The world has never been more geopolitically contested, and this has serious implications for both Canada and the US. On a large scale, there are many problems associated with this contestation which concern Canada, including hegemonic struggles, power transitions, and reactionary nationalism. The current globalist/ nationalist divide also has particular implications for the Arctic, with nationalists wanting to confirm ownership and control over decisionmaking, while globalists tend to want to ban activity in the Arctic in an attempt to protect the region. As a coastal state, Canada maintains a nationalist view of the Arctic, meaning that it is concerned with protecting its sovereignty in the region, while also combatting existential threats associated with climate change.

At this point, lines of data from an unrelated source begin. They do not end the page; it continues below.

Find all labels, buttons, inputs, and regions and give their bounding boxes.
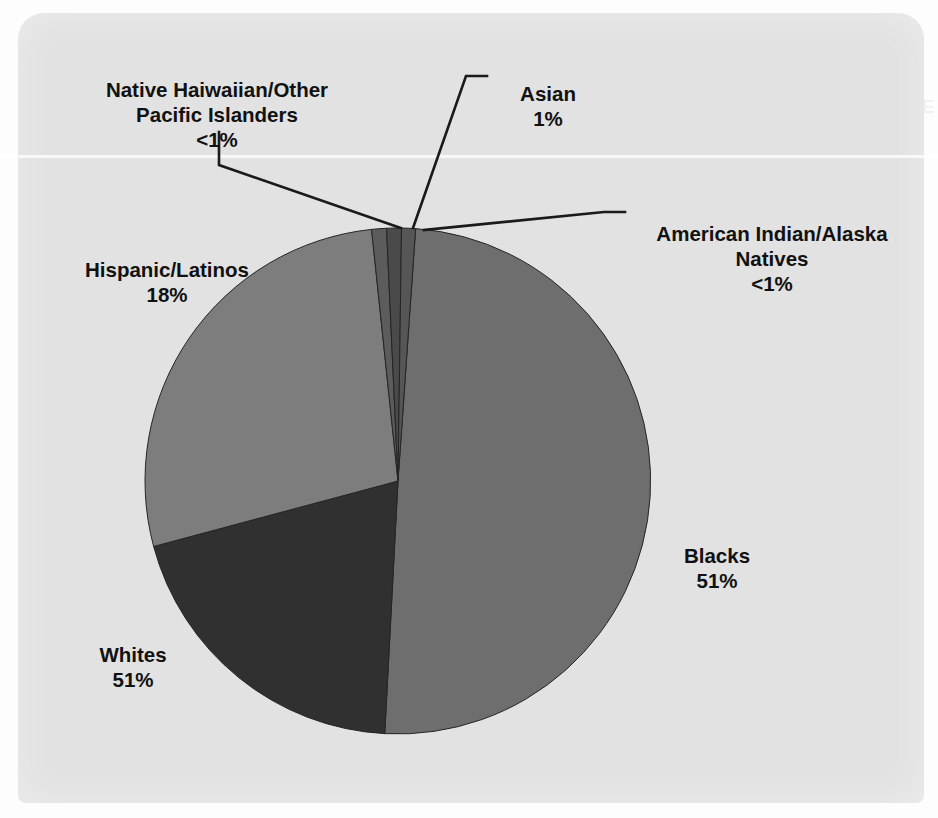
pie-slice-blacks[interactable] [385,229,651,734]
slice-label-blacks-pct: 51% [642,568,792,593]
slice-label-asian: Asian 1% [488,56,608,156]
slice-label-asian-name: Asian [520,82,576,105]
leader-line-asian [413,76,487,228]
slice-label-hispanic-latinos-name: Hispanic/Latinos [85,258,249,281]
slice-label-whites-pct: 51% [58,667,208,692]
page-canvas: CLOSE THE DISPARITY IN HEALTH CARE SOME … [0,0,938,818]
slice-label-native-hawaiian: Native Haiwaiian/Other Pacific Islanders… [72,52,362,177]
slice-label-native-hawaiian-name: Native Haiwaiian/Other Pacific Islanders [106,78,328,126]
slice-label-whites-name: Whites [99,643,166,666]
slice-label-blacks: Blacks 51% [642,518,792,618]
slice-label-american-indian-pct: <1% [632,271,912,296]
slice-label-american-indian: American Indian/Alaska Natives <1% [632,196,912,321]
slice-label-whites: Whites 51% [58,617,208,717]
slice-label-hispanic-latinos-pct: 18% [44,282,290,307]
leader-line-aian [424,212,625,230]
slice-label-blacks-name: Blacks [684,544,750,567]
slice-label-native-hawaiian-pct: <1% [72,127,362,152]
slice-label-american-indian-name: American Indian/Alaska Natives [656,222,887,270]
slice-label-hispanic-latinos: Hispanic/Latinos 18% [44,232,290,332]
slice-label-asian-pct: 1% [488,106,608,131]
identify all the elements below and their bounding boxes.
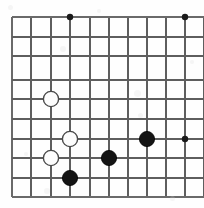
- black-stone[interactable]: Black stone at d9: [62, 170, 77, 185]
- star-point: [182, 14, 188, 20]
- vertical-grid-lines: [12, 17, 204, 197]
- horizontal-grid-lines: [12, 17, 204, 197]
- black-stone[interactable]: Black stone at h7: [139, 131, 154, 146]
- goban-grid[interactable]: White stone at c5White stone at d7White …: [0, 0, 204, 208]
- white-stone[interactable]: White stone at d7: [62, 131, 77, 146]
- go-board-diagram: White stone at c5White stone at d7White …: [0, 0, 204, 208]
- white-stone[interactable]: White stone at c5: [43, 91, 58, 106]
- black-stone[interactable]: Black stone at f8: [101, 150, 116, 165]
- star-point: [182, 136, 188, 142]
- white-stone[interactable]: White stone at c8: [43, 150, 58, 165]
- star-point: [67, 14, 73, 20]
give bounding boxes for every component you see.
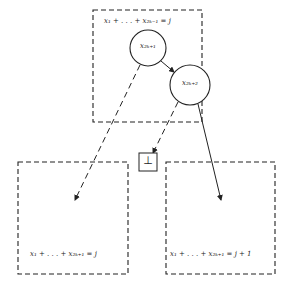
edge-a-to-b (161, 61, 174, 72)
top-box-label: x₁ + . . . + x₂ₖ₋₁ = j (104, 17, 171, 25)
right-box-label: x₁ + . . . + x₂ₖ₊₁ = j + 1 (170, 250, 252, 258)
edge-b-to-bottom (153, 102, 178, 153)
left-box-label: x₁ + . . . + x₂ₖ₊₁ = j (30, 250, 97, 258)
node-b-label: x₂ₖ₊₂ (170, 79, 210, 87)
edge-a-to-left (75, 65, 140, 200)
node-a-label: x₂ₖ₊₁ (130, 42, 166, 50)
bottom-symbol: ⊥ (139, 154, 157, 167)
edge-b-to-right (198, 104, 221, 200)
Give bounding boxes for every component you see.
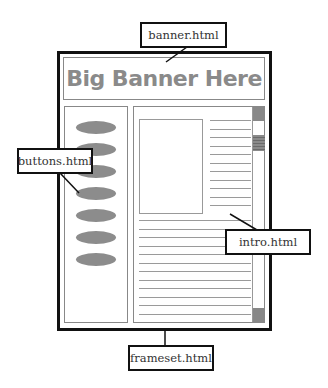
label-frameset: frameset.html <box>128 345 214 371</box>
label-buttons-text: buttons.html <box>18 154 93 168</box>
label-intro-text: intro.html <box>239 235 297 249</box>
label-banner: banner.html <box>140 22 227 48</box>
label-banner-text: banner.html <box>148 28 218 42</box>
label-frameset-text: frameset.html <box>130 351 212 365</box>
label-buttons: buttons.html <box>17 148 93 174</box>
leader-lines <box>0 0 328 388</box>
label-intro: intro.html <box>225 229 311 255</box>
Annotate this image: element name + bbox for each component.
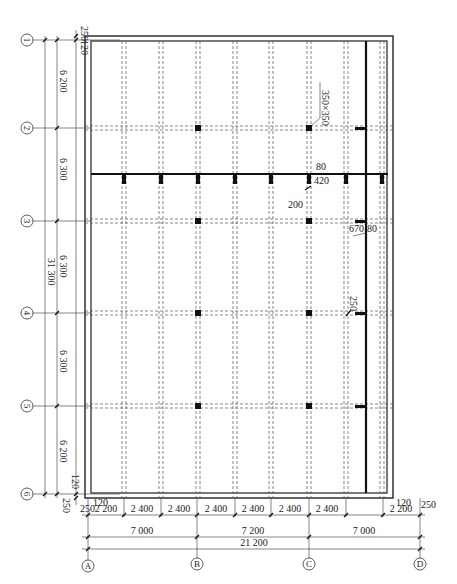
svg-text:4: 4 [22,311,32,316]
svg-text:120: 120 [396,497,411,508]
axis-bubble-C: C [303,558,315,570]
svg-text:6 200: 6 200 [58,70,69,93]
svg-text:7 000: 7 000 [131,525,154,536]
beam-stubs [122,174,384,184]
axis-bubble-3: 3 [21,215,33,227]
svg-text:31 300: 31 300 [46,258,57,286]
left-dimension-labels: 250 120 6 200 6 300 6 300 6 300 6 200 31… [46,26,90,513]
row-axis-bubbles: 1 2 3 4 5 6 [21,34,33,500]
svg-text:200: 200 [288,199,303,210]
svg-text:2 400: 2 400 [316,503,339,514]
svg-text:80: 80 [316,161,326,172]
axis-bubble-1: 1 [21,34,33,46]
svg-text:6: 6 [22,492,32,497]
row-dashed-beams [85,126,393,408]
svg-text:2 200: 2 200 [95,503,118,514]
bottom-dimension-labels: 250 120 2 200 2 400 2 400 2 400 2 400 2 … [80,497,436,548]
svg-text:420: 420 [314,175,329,186]
outer-wall [85,36,393,498]
svg-text:6 300: 6 300 [58,255,69,278]
svg-text:6 300: 6 300 [58,158,69,181]
svg-text:21 200: 21 200 [240,537,268,548]
svg-text:5: 5 [22,404,32,409]
column-axis-bubbles: A B C D [82,558,426,572]
svg-text:6 300: 6 300 [58,350,69,373]
axis-bubble-2: 2 [21,122,33,134]
axis-bubble-B: B [191,558,203,570]
svg-text:250: 250 [79,26,90,41]
svg-text:D: D [417,559,424,569]
svg-text:1: 1 [22,38,32,43]
svg-text:6 200: 6 200 [58,440,69,463]
svg-text:B: B [194,559,200,569]
svg-text:120: 120 [79,40,90,55]
main-beams [91,41,388,493]
svg-text:3: 3 [22,219,32,224]
svg-text:250: 250 [421,499,436,510]
svg-text:2 400: 2 400 [205,503,228,514]
svg-text:670: 670 [349,223,364,234]
column-dashed-beams [122,41,384,498]
svg-text:350×350: 350×350 [320,90,331,126]
columns [195,125,312,409]
axis-bubble-5: 5 [21,400,33,412]
svg-text:250: 250 [61,498,72,513]
structural-plan-drawing: 1 2 3 4 5 6 250 120 6 200 6 300 6 300 6 … [0,0,457,584]
axis-bubble-6: 6 [21,488,33,500]
svg-text:7 200: 7 200 [242,525,265,536]
axis-bubble-4: 4 [21,307,33,319]
axis-bubble-D: D [414,558,426,570]
svg-text:C: C [306,559,312,569]
svg-text:A: A [85,561,92,571]
svg-text:250: 250 [348,296,359,311]
cantilever-stubs [355,127,366,408]
svg-text:120: 120 [70,474,81,489]
axis-bubble-A: A [82,560,94,572]
svg-text:2 400: 2 400 [242,503,265,514]
svg-text:80: 80 [367,223,377,234]
annotations: 350×350 80 420 200 670 80 250 [288,82,377,316]
svg-text:2: 2 [22,126,32,131]
svg-text:2 400: 2 400 [279,503,302,514]
svg-text:7 000: 7 000 [353,525,376,536]
svg-text:2 400: 2 400 [168,503,191,514]
svg-text:2 400: 2 400 [131,503,154,514]
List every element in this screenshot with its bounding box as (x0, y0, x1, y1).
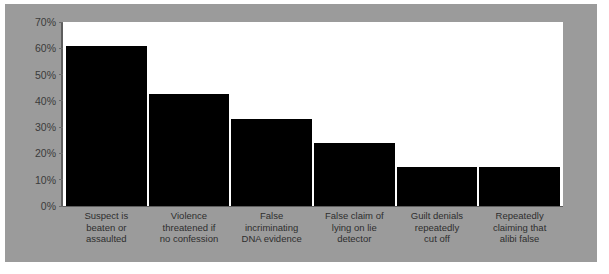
chart-figure: 70%60%50%40%30%20%10%0% Suspect isbeaten… (5, 4, 597, 262)
bar (149, 94, 230, 206)
x-axis-category-label-line: assaulted (66, 233, 147, 245)
x-axis-category-label-line: Violence (149, 210, 230, 222)
x-axis-category-label-line: cut off (397, 233, 478, 245)
x-axis-labels: Suspect isbeaten orassaultedViolencethre… (63, 210, 563, 245)
x-axis-category-label-line: no confession (149, 233, 230, 245)
x-axis-category-label-line: Repeatedly (479, 210, 560, 222)
x-axis-category-label-line: Suspect is (66, 210, 147, 222)
x-axis-category-label-line: detector (314, 233, 395, 245)
bar-slot (314, 22, 395, 206)
bar (479, 167, 560, 206)
bar-slot (66, 22, 147, 206)
bar (231, 119, 312, 206)
y-axis-tick-label: 70% (35, 17, 59, 27)
x-axis-category-label-line: alibi false (479, 233, 560, 245)
x-axis-category-label-line: repeatedly (397, 222, 478, 234)
x-axis-category-label-line: claiming that (479, 222, 560, 234)
x-axis-category-label: Suspect isbeaten orassaulted (66, 210, 147, 245)
y-axis-tick-mark (59, 74, 63, 75)
y-axis-tick-mark (59, 48, 63, 49)
x-axis-category-label: Guilt denialsrepeatedlycut off (397, 210, 478, 245)
y-axis-tick-mark (59, 206, 63, 207)
bar-slot (479, 22, 560, 206)
x-axis-line (61, 206, 563, 207)
bar (397, 167, 478, 206)
y-axis-tick-mark (59, 179, 63, 180)
y-axis-tick-mark (59, 100, 63, 101)
x-axis-category-label-line: threatened if (149, 222, 230, 234)
bar (314, 143, 395, 206)
bar-slot (149, 22, 230, 206)
bar-slot (397, 22, 478, 206)
y-axis-tick-mark (59, 22, 63, 23)
bar-slot (231, 22, 312, 206)
bar-series (63, 22, 563, 206)
x-axis-category-label-line: beaten or (66, 222, 147, 234)
x-axis-category-label: Violencethreatened ifno confession (149, 210, 230, 245)
y-axis-tick-mark (59, 153, 63, 154)
y-axis-tick-label: 0% (41, 201, 59, 211)
y-axis-tick-label: 20% (35, 148, 59, 158)
y-axis-tick-mark (59, 127, 63, 128)
x-axis-category-label-line: lying on lie (314, 222, 395, 234)
x-axis-category-label: Repeatedlyclaiming thatalibi false (479, 210, 560, 245)
x-axis-category-label-line: Guilt denials (397, 210, 478, 222)
x-axis-category-label-line: False claim of (314, 210, 395, 222)
y-axis-tick-label: 40% (35, 96, 59, 106)
bar (66, 46, 147, 206)
y-axis-tick-label: 50% (35, 70, 59, 80)
plot-area (63, 22, 563, 206)
x-axis-category-label-line: incriminating (231, 222, 312, 234)
y-axis-tick-label: 60% (35, 43, 59, 53)
x-axis-category-label: False claim oflying on liedetector (314, 210, 395, 245)
y-axis-tick-label: 10% (35, 175, 59, 185)
x-axis-category-label-line: DNA evidence (231, 233, 312, 245)
x-axis-category-label: FalseincriminatingDNA evidence (231, 210, 312, 245)
x-axis-category-label-line: False (231, 210, 312, 222)
y-axis-tick-label: 30% (35, 122, 59, 132)
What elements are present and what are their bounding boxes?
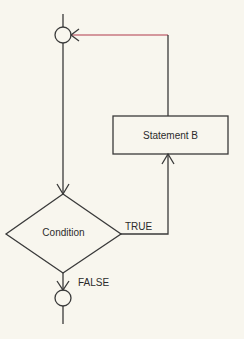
statement-b-label: Statement B [143,130,198,141]
entry-junction [55,27,71,43]
true-label: TRUE [125,222,152,232]
exit-junction [55,290,71,306]
condition-label: Condition [6,227,121,238]
false-label: FALSE [78,278,109,288]
statement-b-node: Statement B [113,116,228,154]
flowchart-lines [0,0,244,339]
flowchart-canvas: Statement B Condition TRUE FALSE [0,0,244,339]
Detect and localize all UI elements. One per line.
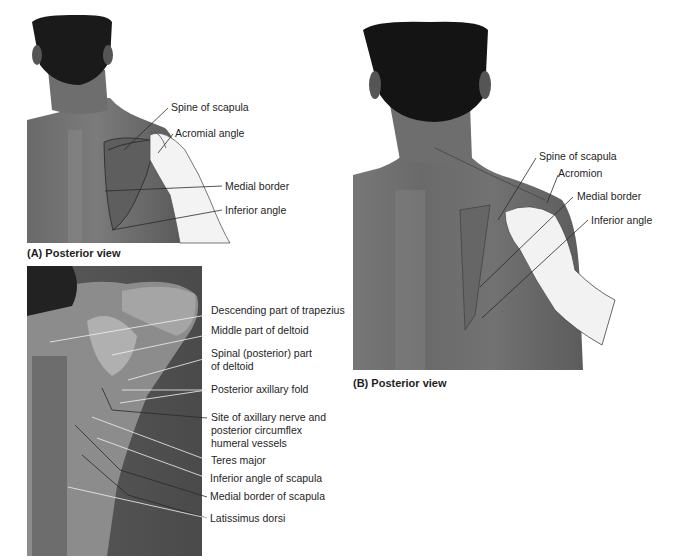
label-acromion: Acromion	[558, 167, 602, 179]
label-axillary-nerve-2: posterior circumflex	[211, 424, 302, 436]
label-acromial-angle: Acromial angle	[175, 127, 244, 139]
label-teres-major: Teres major	[211, 454, 266, 466]
label-spinal-deltoid-2: of deltoid	[211, 360, 254, 372]
label-latissimus-dorsi: Latissimus dorsi	[210, 512, 285, 524]
label-axillary-nerve-3: humeral vessels	[211, 437, 287, 449]
photo-posterior-shoulder-a	[0, 0, 340, 250]
caption-b: (B) Posterior view	[353, 377, 447, 389]
label-middle-deltoid: Middle part of deltoid	[211, 324, 308, 336]
photo-abducted-arm-c	[27, 266, 202, 556]
photo-posterior-shoulder-b	[340, 0, 685, 370]
label-medial-border-b: Medial border	[577, 190, 641, 202]
label-posterior-axillary-fold: Posterior axillary fold	[211, 383, 308, 395]
label-medial-border: Medial border	[225, 180, 289, 192]
label-spine-of-scapula: Spine of scapula	[171, 101, 249, 113]
label-inferior-angle-b: Inferior angle	[591, 214, 652, 226]
panel-a: Spine of scapula Acromial angle Medial b…	[0, 0, 340, 260]
label-inferior-angle-scapula: Inferior angle of scapula	[210, 472, 322, 484]
label-spinal-deltoid-1: Spinal (posterior) part	[211, 347, 312, 359]
label-medial-border-scapula: Medial border of scapula	[210, 490, 325, 502]
panel-b: Spine of scapula Acromion Medial border …	[340, 0, 685, 370]
label-spine-of-scapula-b: Spine of scapula	[539, 150, 617, 162]
panel-c: Descending part of trapezius Middle part…	[0, 260, 360, 560]
caption-a: (A) Posterior view	[27, 247, 121, 259]
label-axillary-nerve-1: Site of axillary nerve and	[211, 411, 326, 423]
label-inferior-angle: Inferior angle	[225, 204, 286, 216]
label-descending-trapezius: Descending part of trapezius	[211, 304, 345, 316]
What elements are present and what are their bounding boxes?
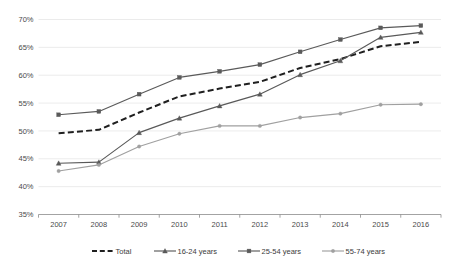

North American Cooperation in an Era of Homeland Security

Orbis, 2003

T he suggestion that Canada figures somehow as part of America's current security woes may surprise some. To Canadians, unused as they are to being objects of suspicion-or at least were, until their government aligned itself with those countries unwilling to support military action against Iraq absent UN Security Council approval-it may seem to put matters backwards. 1 It has long been an article of faith in Canada that the quality of American foreign policy-making leaves something to be desired. This has especially been so when Liberal governments in Ottawa have had to deal with Republican governments in Washington, for as Lawrence Martin observes, ''[t]here's an abiding problem in Canada-U.S. relations. Republicans and Liberals never seem to fit on the same dance floor. .. Canadians don't generally take well to red-meat Republicans.'' 2 And yet Canadians remain withal among the least anti-American people on earth. In a late 2002 global survey of attitudes toward America conducted by the Pew Research Center for the People and the Press, Canadian respondents went against the trend in most of the other 43 foreign countries ß 2003 Published by Elsevier Limited on behalf of Foreign Policy Research Institute. 1 Even in the Iraq case, Canadian policy was differentiated from that of countries such as France and Germany, in that Prime Minister Jean Chrétien stated that the U.S. had the ''right'' to take military action against Saddam Hussein's Iraq; moreover, the prime minister announced he had no intention of recalling Canadian military personnel who were serving as exchange officers with British and American units.

US-CANADA: POST SEPTEMBER 11th, TWO CLOSE NEIGHBORS APPEAR TO BE ON A PATH OF DIVERGENCE (2011)

2011

For over two centuries, Canada and the United States have becn constructing a unique partnership: along their 8,891 km-long common border, including 2,475 kilometers of the Alaskan-Canadian line, the two havc creatcd a largely peaceful coexistence. In the past, there werc notable exceptions: witncss the 1812 American invasion and the Canadian-British countcr-invasion' In thc 20tl' century, the relationship rvas solid through close cooperation and participation in the two World Wars and the Korca conflict, but not so solid when Canada offered refuge to thc US Vietnam draft dodgers. The events of 9/11, however, have led to a nuriber of stark global reconfigurations, pushingl American security concerns to utrnost priority and irnpacting cross-border flow of pcoplc, scrviccs and goods. Thcy have also highlighted some ol thc differences which exist between thc two neighboring nations.